A Place Apart: Monastic Prayer and Practice for Everyone
Author: M. Basil Pennington
MANY honest seekers are interested in spirituality. We are restless and look for peace and serenity.
Intellectually we know that we need to devote time for solitude and silence. We try to keep our Quiet Time and read the Bible daily. But it is a discipline we find difficult to keep up with.
We rationalise and tend to believe that monks and nuns live in a more conducive environment for the development of spirituality. Yes, the tranquil life separated from the world in which members of religious orders find themselves enhances meditation. They support one another as they walk the path of spirituality. This is true of all religious traditions.
Basil Pennington, a Trappist monk, is convinced that lay people can obtain the same peace and serenity despite the hustle and bustle of today’s busy world. He shares his insights on spirituality from his monastic life to enrich the spirituality of the laity. His book “A Place Apart” offers a practical guide to those who want to have a genuine spiritual life.
He is a spiritual director at St Joseph’s Abbey in Spencer, Massachusetts, and is currently serving at Our Lady of Joy Monastery in China. Over the gate of this monastery are the words: “Peace to all who enter here.” Foreigners from all parts of the world and Chinese find their way there in pursuit of inner peace.
The true monk is characterised as a person who has gone apart to be one with God “to find silence to pray and to commune with God”. He is only following the example of our Lord who often went apart to pray. We too need to know the significance of apartness and make a place for God in our daily lives.
The monk watches in the night in imitation of his Lord. Long before dawn Jesus left the house and went to a lonely place and prayed there. (Mark 1:35). Those are illuminating moments in one’s life. To wait and watch “for the dawn is a time of seeking and the soul begins to have the joy of drawing the Lord into its cool darkness, radiating the warmth of unseen light”.
The monk strives to keep silence. In the evening when activity ceases and the busy world is hushed, the faithful enters into the rhythm of quietness and rest. Pennington reveals this insight: “God does indeed speak to us through all the events of life, through all the persons we encounter. He is actually in the mighty wind, the earthquake, the fire, in all. But we will not hear Him in any of these, ‘not even in the voice and embrace of a lover, if in the silence we have not learned the sound of His voice.’ ”
We know God and His voice when we are still and only then are we able to recognise His voice speaking to us through the sounds of the world.

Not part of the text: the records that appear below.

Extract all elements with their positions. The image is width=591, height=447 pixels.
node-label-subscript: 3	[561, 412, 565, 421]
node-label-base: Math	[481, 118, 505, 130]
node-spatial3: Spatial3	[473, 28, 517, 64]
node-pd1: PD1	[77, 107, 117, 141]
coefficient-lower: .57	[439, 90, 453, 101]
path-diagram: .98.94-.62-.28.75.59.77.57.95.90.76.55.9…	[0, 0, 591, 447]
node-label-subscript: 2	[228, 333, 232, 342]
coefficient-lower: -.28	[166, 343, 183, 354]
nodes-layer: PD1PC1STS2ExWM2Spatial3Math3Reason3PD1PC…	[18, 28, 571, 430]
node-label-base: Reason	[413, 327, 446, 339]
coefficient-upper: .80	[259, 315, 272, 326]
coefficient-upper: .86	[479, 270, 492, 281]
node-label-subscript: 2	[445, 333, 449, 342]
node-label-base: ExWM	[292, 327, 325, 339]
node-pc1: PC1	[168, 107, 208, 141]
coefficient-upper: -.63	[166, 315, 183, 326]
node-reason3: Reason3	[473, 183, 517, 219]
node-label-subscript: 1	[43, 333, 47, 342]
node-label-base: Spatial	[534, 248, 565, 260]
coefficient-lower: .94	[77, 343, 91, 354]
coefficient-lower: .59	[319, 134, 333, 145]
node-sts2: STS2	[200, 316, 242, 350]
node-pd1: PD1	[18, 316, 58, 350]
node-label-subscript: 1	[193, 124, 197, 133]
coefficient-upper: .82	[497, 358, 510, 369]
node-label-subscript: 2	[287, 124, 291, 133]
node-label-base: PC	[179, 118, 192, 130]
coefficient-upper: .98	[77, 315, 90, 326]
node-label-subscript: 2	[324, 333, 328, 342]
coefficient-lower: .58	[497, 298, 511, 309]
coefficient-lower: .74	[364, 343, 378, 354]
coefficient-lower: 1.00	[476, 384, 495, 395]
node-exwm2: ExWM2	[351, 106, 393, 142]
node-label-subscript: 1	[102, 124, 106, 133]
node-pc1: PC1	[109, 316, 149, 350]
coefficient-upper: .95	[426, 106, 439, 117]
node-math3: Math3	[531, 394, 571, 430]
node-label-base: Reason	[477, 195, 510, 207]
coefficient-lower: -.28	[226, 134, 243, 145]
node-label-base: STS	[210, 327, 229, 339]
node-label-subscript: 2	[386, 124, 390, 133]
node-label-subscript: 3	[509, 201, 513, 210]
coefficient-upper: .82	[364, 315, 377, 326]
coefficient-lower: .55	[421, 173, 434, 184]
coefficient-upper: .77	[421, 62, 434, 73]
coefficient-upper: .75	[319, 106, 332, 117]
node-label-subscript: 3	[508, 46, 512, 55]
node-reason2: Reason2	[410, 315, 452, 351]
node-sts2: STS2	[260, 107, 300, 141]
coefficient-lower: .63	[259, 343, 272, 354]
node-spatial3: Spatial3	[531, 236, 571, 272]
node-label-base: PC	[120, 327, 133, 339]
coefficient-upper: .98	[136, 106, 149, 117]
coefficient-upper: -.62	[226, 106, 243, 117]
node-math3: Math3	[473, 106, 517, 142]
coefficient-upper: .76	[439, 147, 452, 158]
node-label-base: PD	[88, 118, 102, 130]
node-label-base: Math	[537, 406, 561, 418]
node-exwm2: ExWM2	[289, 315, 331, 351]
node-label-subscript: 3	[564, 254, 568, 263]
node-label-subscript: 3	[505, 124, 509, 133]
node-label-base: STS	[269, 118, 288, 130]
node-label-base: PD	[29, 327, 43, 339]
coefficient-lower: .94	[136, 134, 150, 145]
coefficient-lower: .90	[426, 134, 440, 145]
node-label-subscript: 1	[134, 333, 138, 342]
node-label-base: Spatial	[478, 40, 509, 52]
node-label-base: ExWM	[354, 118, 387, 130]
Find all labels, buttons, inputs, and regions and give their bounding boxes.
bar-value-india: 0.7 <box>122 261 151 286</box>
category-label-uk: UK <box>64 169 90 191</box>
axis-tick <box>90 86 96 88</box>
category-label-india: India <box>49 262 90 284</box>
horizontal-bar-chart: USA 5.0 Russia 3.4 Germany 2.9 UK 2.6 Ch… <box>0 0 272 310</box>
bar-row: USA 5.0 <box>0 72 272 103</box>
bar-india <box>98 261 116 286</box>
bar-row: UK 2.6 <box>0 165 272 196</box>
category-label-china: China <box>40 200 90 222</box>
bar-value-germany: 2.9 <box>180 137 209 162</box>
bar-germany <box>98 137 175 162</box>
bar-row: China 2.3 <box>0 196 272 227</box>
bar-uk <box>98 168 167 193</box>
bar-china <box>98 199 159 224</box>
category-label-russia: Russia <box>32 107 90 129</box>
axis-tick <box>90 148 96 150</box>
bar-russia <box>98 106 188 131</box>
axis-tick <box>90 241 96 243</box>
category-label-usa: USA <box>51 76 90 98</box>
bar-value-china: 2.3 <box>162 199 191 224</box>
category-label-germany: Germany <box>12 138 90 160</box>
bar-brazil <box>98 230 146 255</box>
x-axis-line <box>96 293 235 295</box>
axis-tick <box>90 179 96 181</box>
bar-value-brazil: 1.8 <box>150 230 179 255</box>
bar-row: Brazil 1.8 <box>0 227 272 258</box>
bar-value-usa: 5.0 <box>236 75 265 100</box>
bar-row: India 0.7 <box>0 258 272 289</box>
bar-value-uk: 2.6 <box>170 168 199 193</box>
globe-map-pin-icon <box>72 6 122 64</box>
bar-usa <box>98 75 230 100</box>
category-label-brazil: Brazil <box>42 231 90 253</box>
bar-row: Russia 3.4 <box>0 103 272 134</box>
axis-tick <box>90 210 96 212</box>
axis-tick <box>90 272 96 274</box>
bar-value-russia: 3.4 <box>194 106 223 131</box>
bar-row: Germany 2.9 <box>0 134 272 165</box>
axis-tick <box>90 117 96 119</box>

Fasting is regarded as a hunger for freedom. “A physical emptiness and hunger supports a spiritual hunger, a hunger for God.” When we feel the pangs of hunger we can empathise with the hungry brothers and sisters who are the poor in the world. “A fasting attitude multiplies the enrichment while it minimises the consumption. And it gives birth to freedom.” Pennington continues to describe the effects of fasting: “We can learn the freedom of getting along with less clothing, less heat, less sound to fill our silences, fewer objects to fill our spaces, fewer diversions to fill our time.”
He observes that the poor seem to be happiest: “They have the freedom to enjoy fully all they have.” Those who possess more must expend time and energy taking care of their many things, to the extent that they have not the time to enjoy any of them freely and fully. We accumulate and think that we possess many things but in fact the things have possessed us.
The true monk “hears the Word of God, meditates upon it, responds to it in prayer, and rests in it in contemplation”. Through sign and symbol, word and music of the liturgy, he is in union with God. He is to engage in ordinary work. Living with simplicity and frugality he lives a tranquil and undisturbed active life. The faithful glorifies God through his ordinary work and aligns with the creative forces in moving God’s creation to its goal.
Each of us in our different places and our distinctive way can find peace in our hearts and tranquillity in our lives when we make time and place for God.
MAKE TIME FOR GOD
‘Each of us in our different places and our distinctive way can find peace in our hearts and tranquillity in our lives when we make time and place for God.’
The Rev Dr Yap Kim Hao, a member of the Methodist Message Editorial Board, was the first Asian Bishop of The Methodist Church in Malaysia and Singapore.